A difficult report card is not a verdict; it is a clarion call
We got our daughter’s report card and it was, by objective standards, not a great one. She happens to be very savvy and geshikt, just not so academically minded. Should we address it with her, or should we shield her from it?
A difficult report card is not a verdict; it is a clarion call. It is a message to parents that something in their child’s school experience is not working, and may even be painful.
MY
short answer is: You should do both.
Let me explain.
Over the years, I’ve made a public offer that, to date, no one has managed to beat. I claim to possess the worst limudei kodesh report card ever issued. My parents lived in our childhood home for over forty years. About five years ago, they downsized, which required my mother to sort through decades of papers and memories. One day, an envelope arrived in my mailbox, a time capsule from my youth. Inside were artifacts from my childhood, including a beautiful footprint from my earliest days of life.
And then there was the document. My eighth-grade report card. It stopped me in my tracks. Three heis, two daleds, and a gimmel. In over 25 years in chinuch, I have never seen anything quite like it. Most students with such grades don’t remain in school long enough to receive a report card at all. And no self-respecting mechanech today would send something like that home. We’d sooner leave it blank or write “NG” (no grade) than record a string of heis.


▸ **Task to complete**
An exact copy of all the entries is needed, with no images in it.

▸ **Records provided**
========

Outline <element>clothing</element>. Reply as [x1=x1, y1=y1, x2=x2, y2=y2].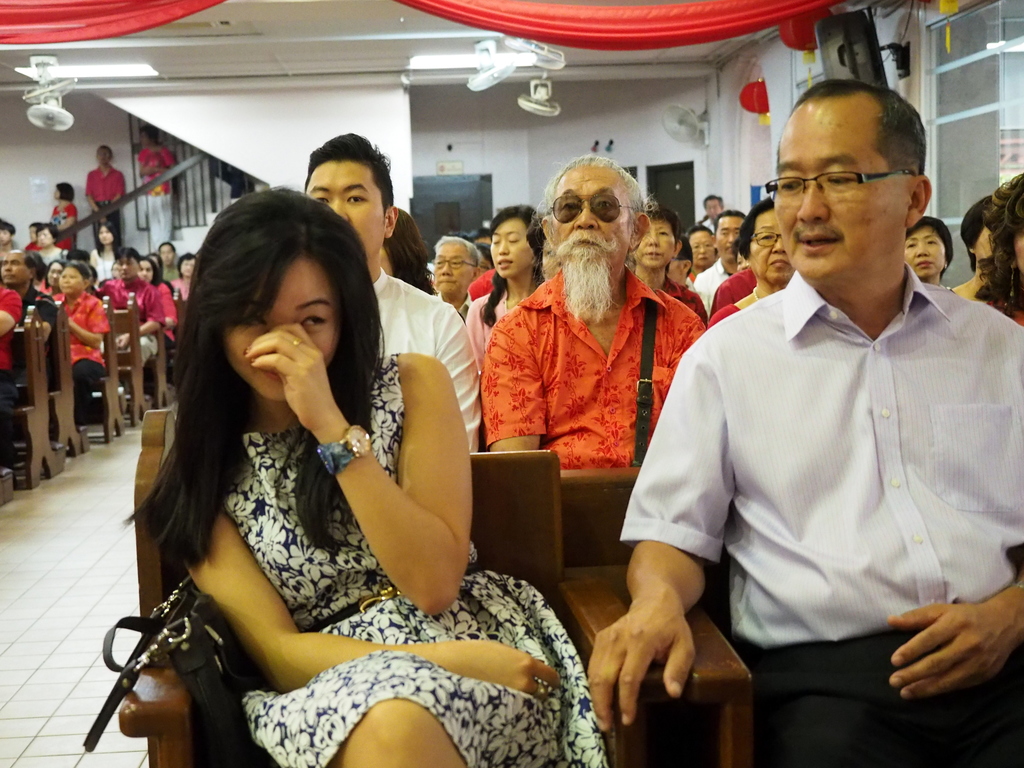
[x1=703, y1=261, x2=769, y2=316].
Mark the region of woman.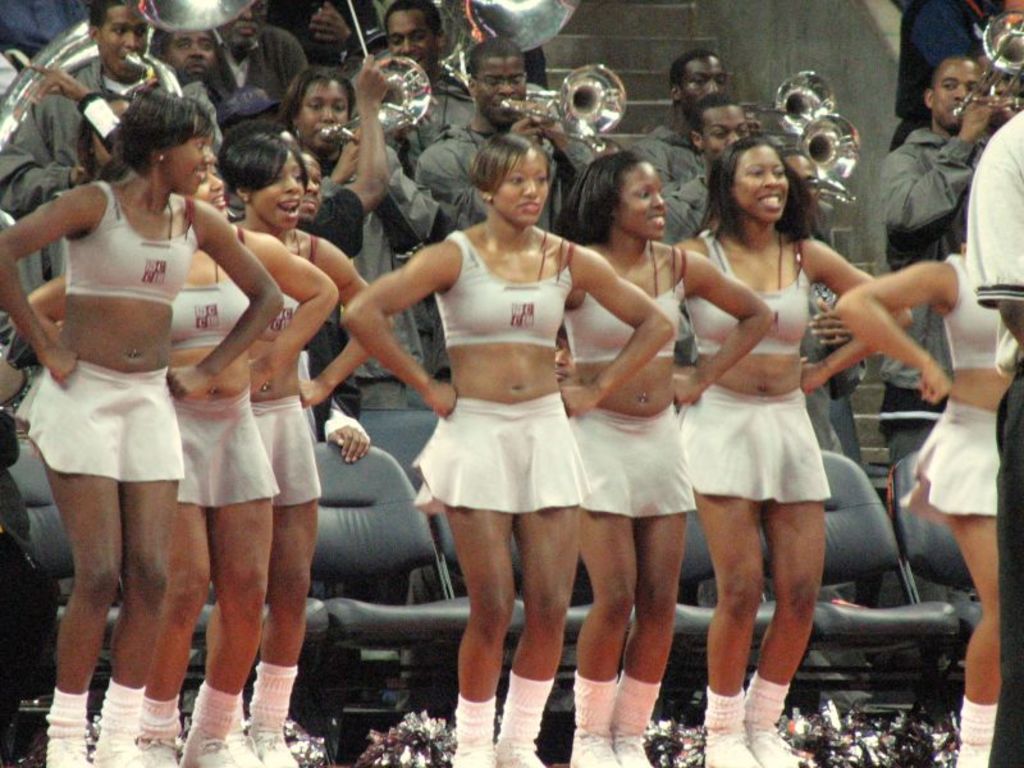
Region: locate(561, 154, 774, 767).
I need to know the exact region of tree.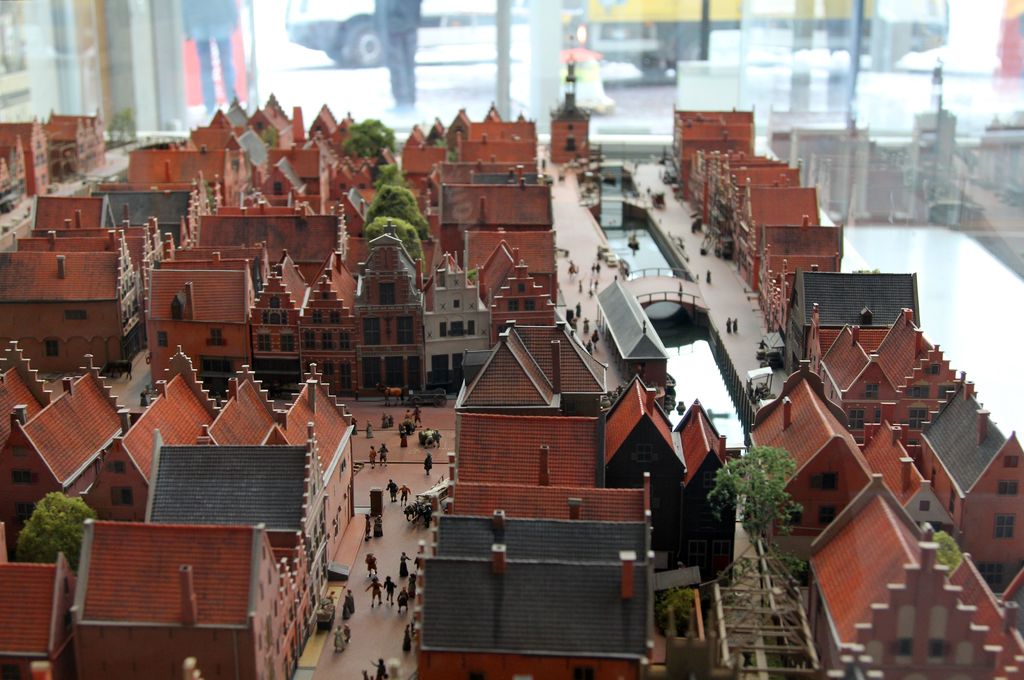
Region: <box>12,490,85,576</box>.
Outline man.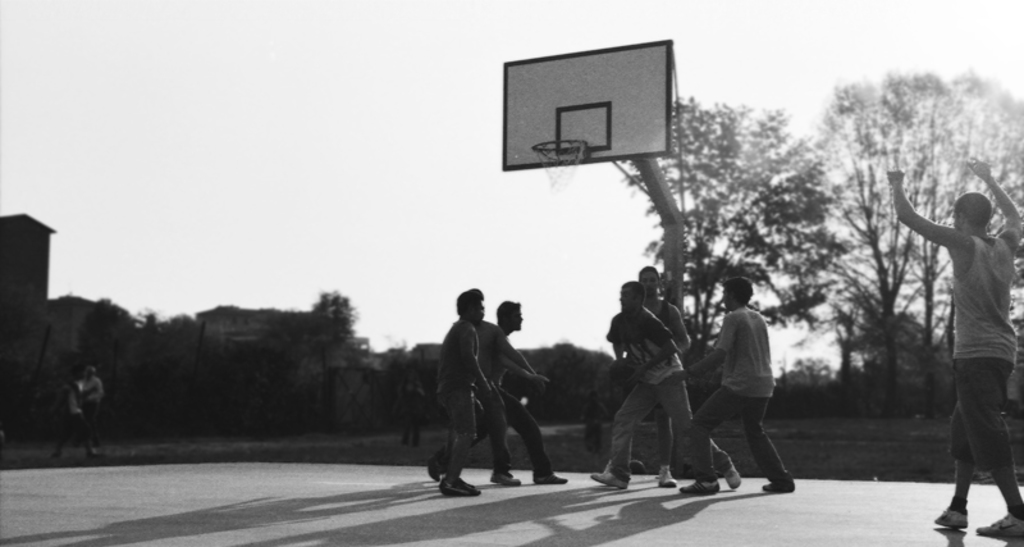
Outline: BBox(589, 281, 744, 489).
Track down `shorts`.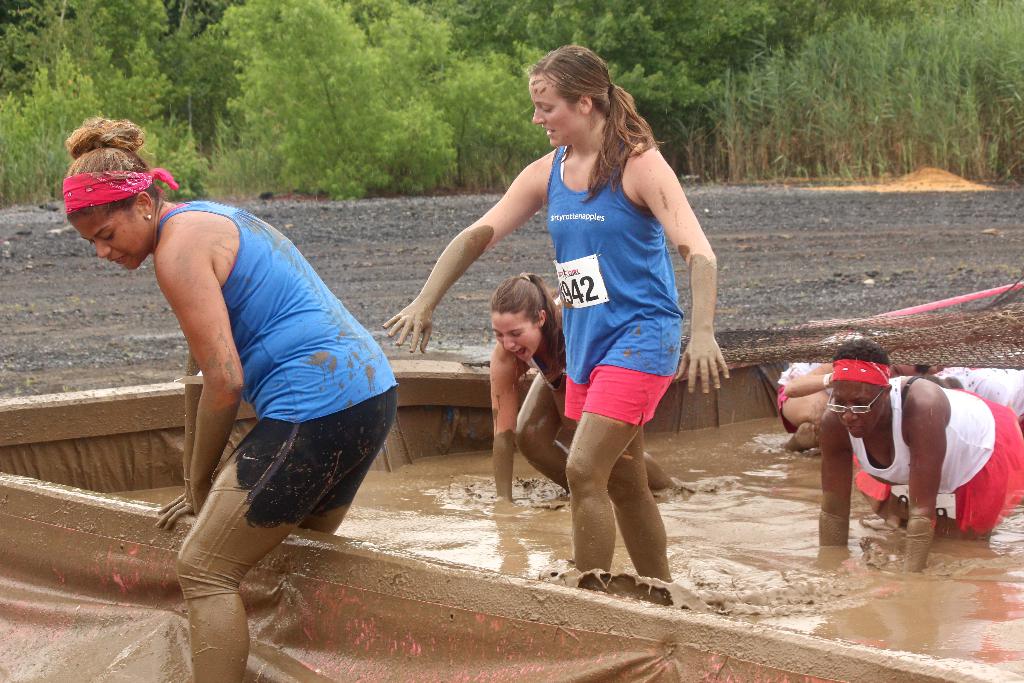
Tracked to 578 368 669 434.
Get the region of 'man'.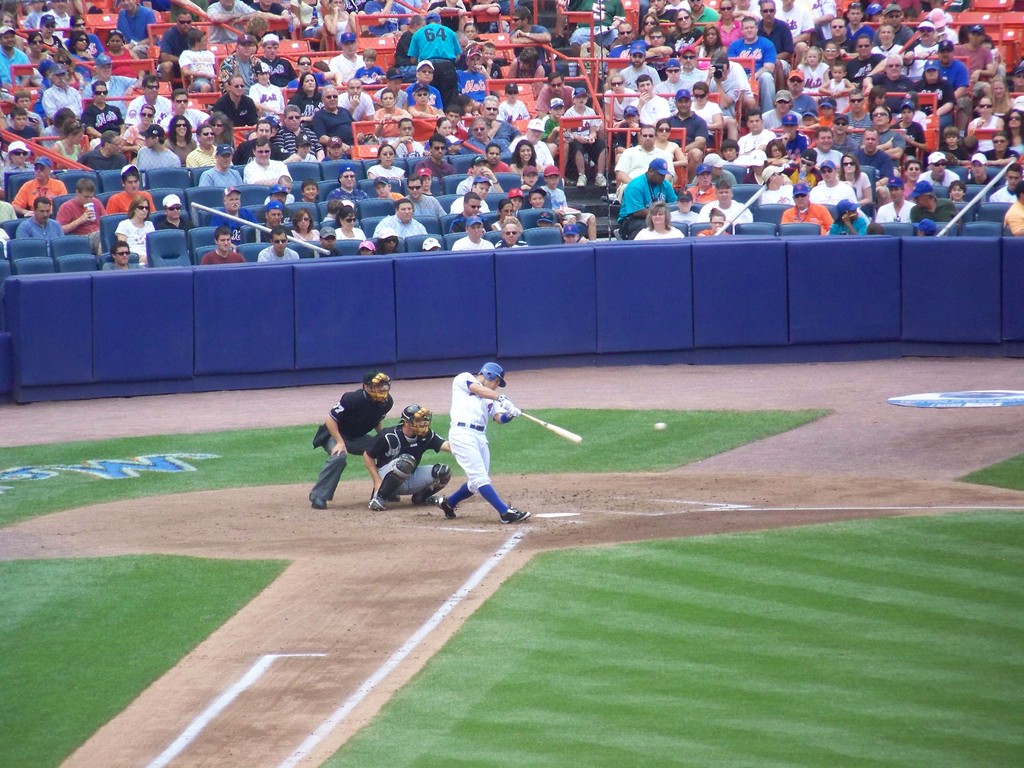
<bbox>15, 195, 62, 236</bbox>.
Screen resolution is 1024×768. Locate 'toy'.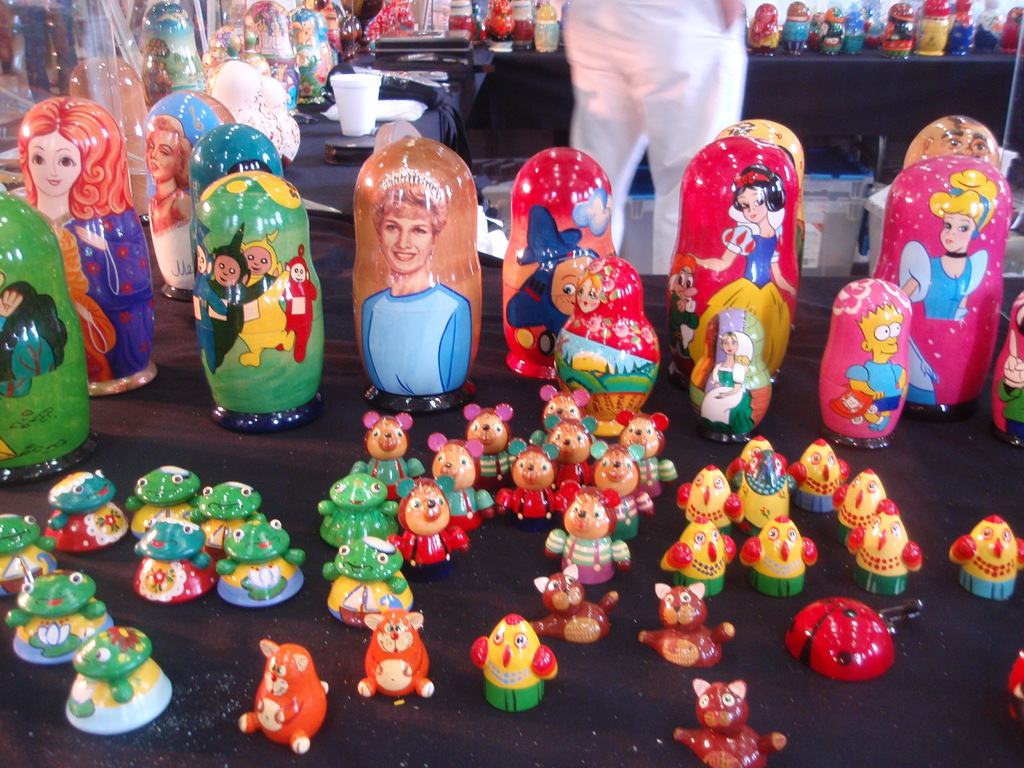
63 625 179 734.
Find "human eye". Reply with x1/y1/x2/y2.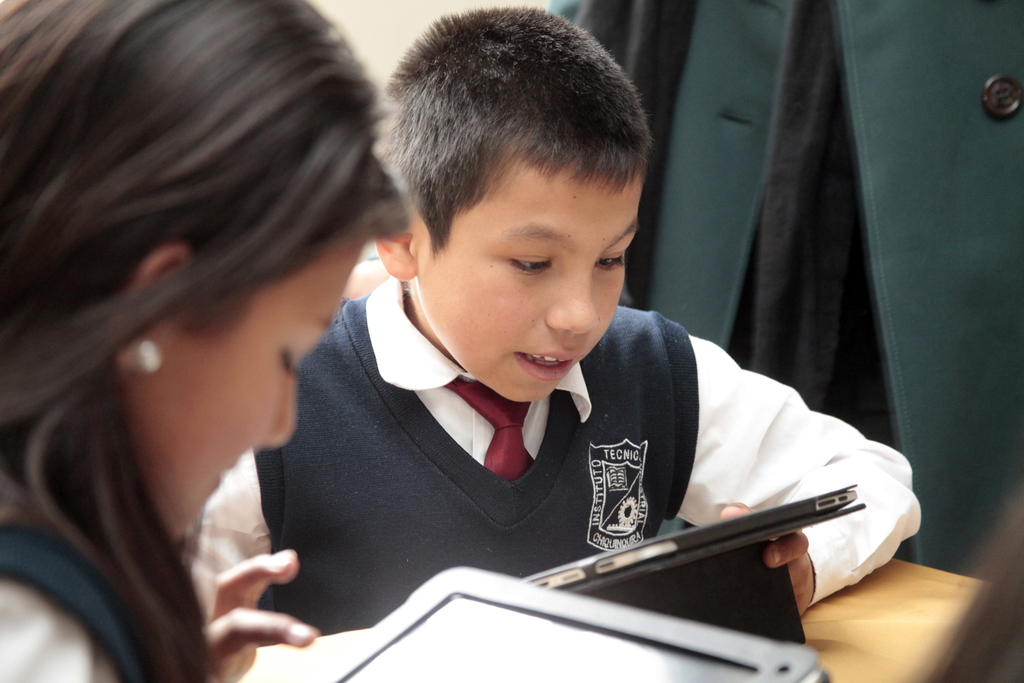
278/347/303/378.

========

▸ **Reply to the exercise**
Outline <element>clothing</element>. Reply as [x1=x1, y1=y1, x2=x2, y2=y2].
[x1=703, y1=261, x2=769, y2=316].
Mark the region of woman.
Region: locate(561, 154, 774, 767).
I need to know the exact region of tree.
Region: <box>12,490,85,576</box>.
Outline man.
Outline: BBox(589, 281, 744, 489).
Track down `shorts`.
Tracked to 578 368 669 434.
Get the region of 'man'.
<bbox>15, 195, 62, 236</bbox>.
Screen resolution is 1024×768. Locate 'toy'.
63 625 179 734.
Find "human eye". Reply with x1/y1/x2/y2.
278/347/303/378.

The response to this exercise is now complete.